Occupation by security forces spreads fear in Salvadoran town

Victoria, El Salvador, Aug 3 (EFE).- Residents of a town founded by people displaced during El Salvador’s 1980-1992 civil war say they are worried about arbitrary arrests amid an occupation by security forces under a state of exception that has seen nearly 72,000 people detained since March 2022.
Santa Marta, a town of roughly 3,000 people 136 km (85 mi) north of San Salvador, has been in the news for what various organizations describe as the politically motivated arrests in January of five community leaders in connection with a decades-old murder case.
The request from the Santa Marta Association for Socio-Economic Development (ADES) for the release of the five men has been echoed by Mary Lawlor, the United Nations special rapporteur on human rights defenders.
Police and soldiers recently moved into Santa Marta, ostensibly to round up gang members who fled the cities to escape arrest under the state of exception, which entails the suspension of constitutional guarantees and allows police to detain people without a warrant or even a reason that would pass judicial muster under normal circumstances.
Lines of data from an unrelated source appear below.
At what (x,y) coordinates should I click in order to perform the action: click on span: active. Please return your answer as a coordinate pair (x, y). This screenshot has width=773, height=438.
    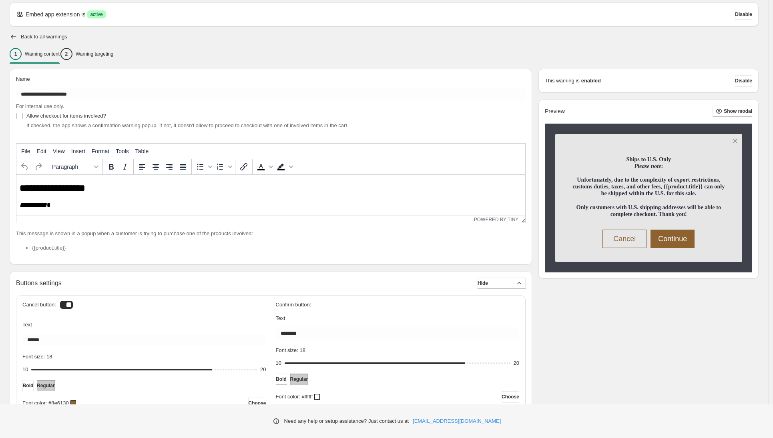
    Looking at the image, I should click on (96, 14).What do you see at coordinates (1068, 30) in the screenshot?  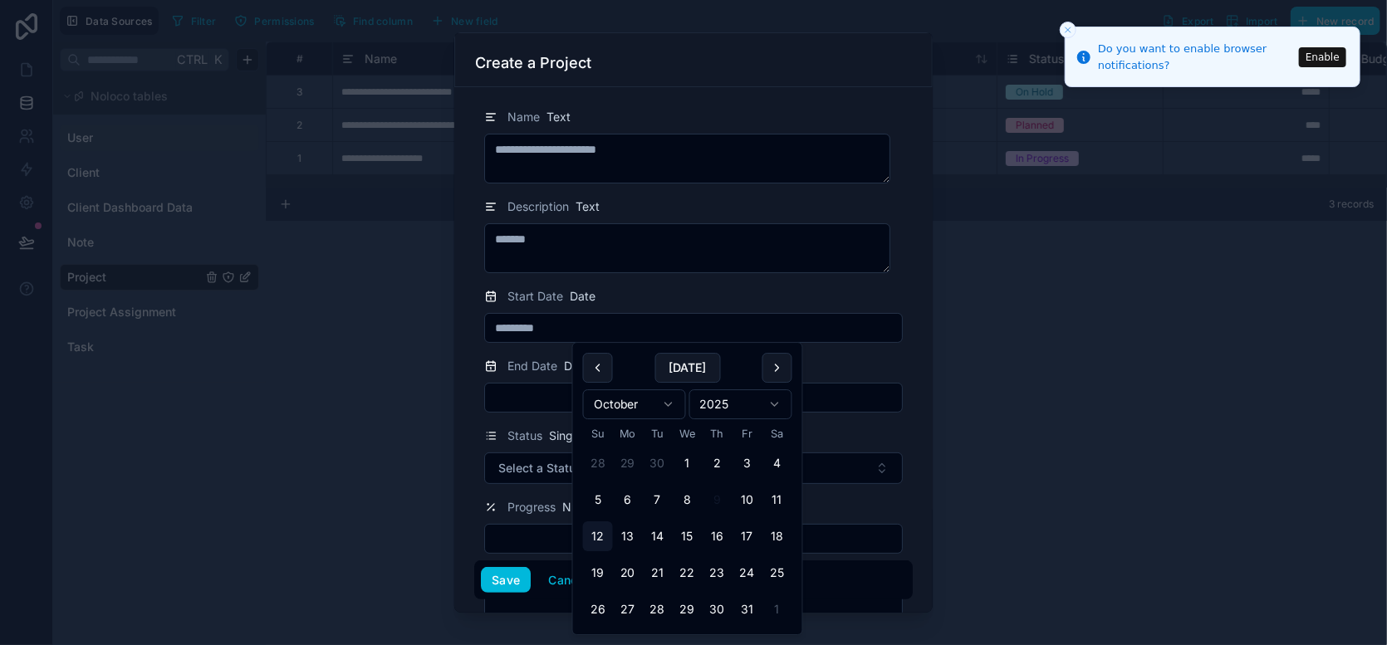 I see `button: Close toast` at bounding box center [1068, 30].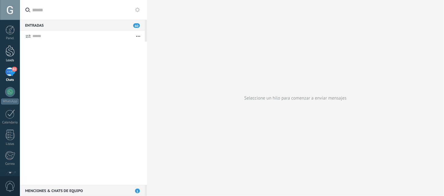 This screenshot has height=196, width=444. Describe the element at coordinates (10, 122) in the screenshot. I see `div: Calendario` at that location.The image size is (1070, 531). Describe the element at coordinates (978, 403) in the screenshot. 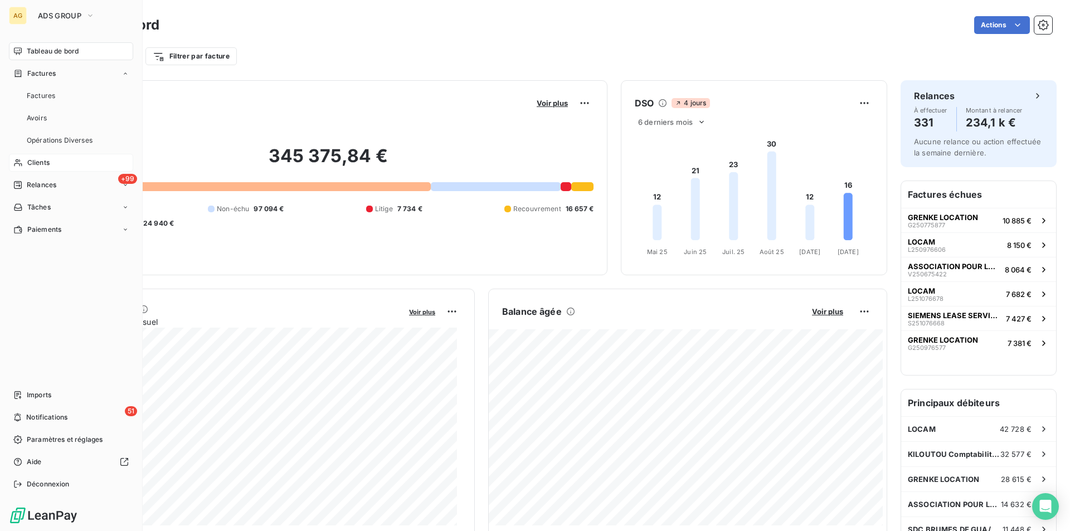

I see `h6: Principaux débiteurs` at that location.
What the government of right-wing President Nayib Bukele calls a security siege is a source of anxiety for people in Santa Marta.
“This is very concerning because the community is formed by people displaced in the armed conflict, so the military presence in itself generates terrible fear,” ADES member Alfredo Leiva told EFE.
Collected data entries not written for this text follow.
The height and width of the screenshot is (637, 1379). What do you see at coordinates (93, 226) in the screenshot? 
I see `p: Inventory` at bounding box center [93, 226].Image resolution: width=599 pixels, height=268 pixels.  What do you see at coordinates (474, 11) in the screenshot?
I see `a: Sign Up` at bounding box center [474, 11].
As many as 400 troops were on the streets in Santa Marta last week, he said.
“The police have said that there are other people on the list who may be captured and the mere presence of the soldiers carries that fear that there may be arrests or other kinds of violent acts,” Leiva said.
ADES sees the occupation as part of “a strategy to intimidate the community,” he said, noting that the security siege was implemented after someone wrote on Twitter “that there was a strong gang presence in Santa Marta and that an immediate intervention was necessary.”
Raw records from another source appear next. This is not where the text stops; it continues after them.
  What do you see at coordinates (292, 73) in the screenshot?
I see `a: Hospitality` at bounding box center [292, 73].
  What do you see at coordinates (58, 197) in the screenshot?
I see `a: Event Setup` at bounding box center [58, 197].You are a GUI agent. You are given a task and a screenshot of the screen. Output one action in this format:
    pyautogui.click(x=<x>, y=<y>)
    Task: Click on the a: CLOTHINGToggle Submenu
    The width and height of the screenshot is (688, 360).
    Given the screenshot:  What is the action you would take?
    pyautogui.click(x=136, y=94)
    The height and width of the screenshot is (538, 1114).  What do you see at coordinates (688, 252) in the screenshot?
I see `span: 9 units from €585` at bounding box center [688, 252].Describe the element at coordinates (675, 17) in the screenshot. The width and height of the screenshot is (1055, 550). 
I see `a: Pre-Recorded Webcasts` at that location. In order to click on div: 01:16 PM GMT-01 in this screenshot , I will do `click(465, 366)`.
“Here there been no presence of gang members for many years and so we think that the military presence pursues other objectives that are to intimidate the community,” Leiva said, suggesting that authorities want to dissuade Santa Marta residents from continuing to demand the release of the five leaders arrested in January.
Successive governments have struggled to subdue Mara Salvatrucha (MS-13) and other gangs, which originated in Southern California among the children of Salvadorans fleeing the civil war.
Convicted gang members deported back to their homeland from the United States established the gangs on Salvadoran soil, where the number of members is currently estimated at around 70,000.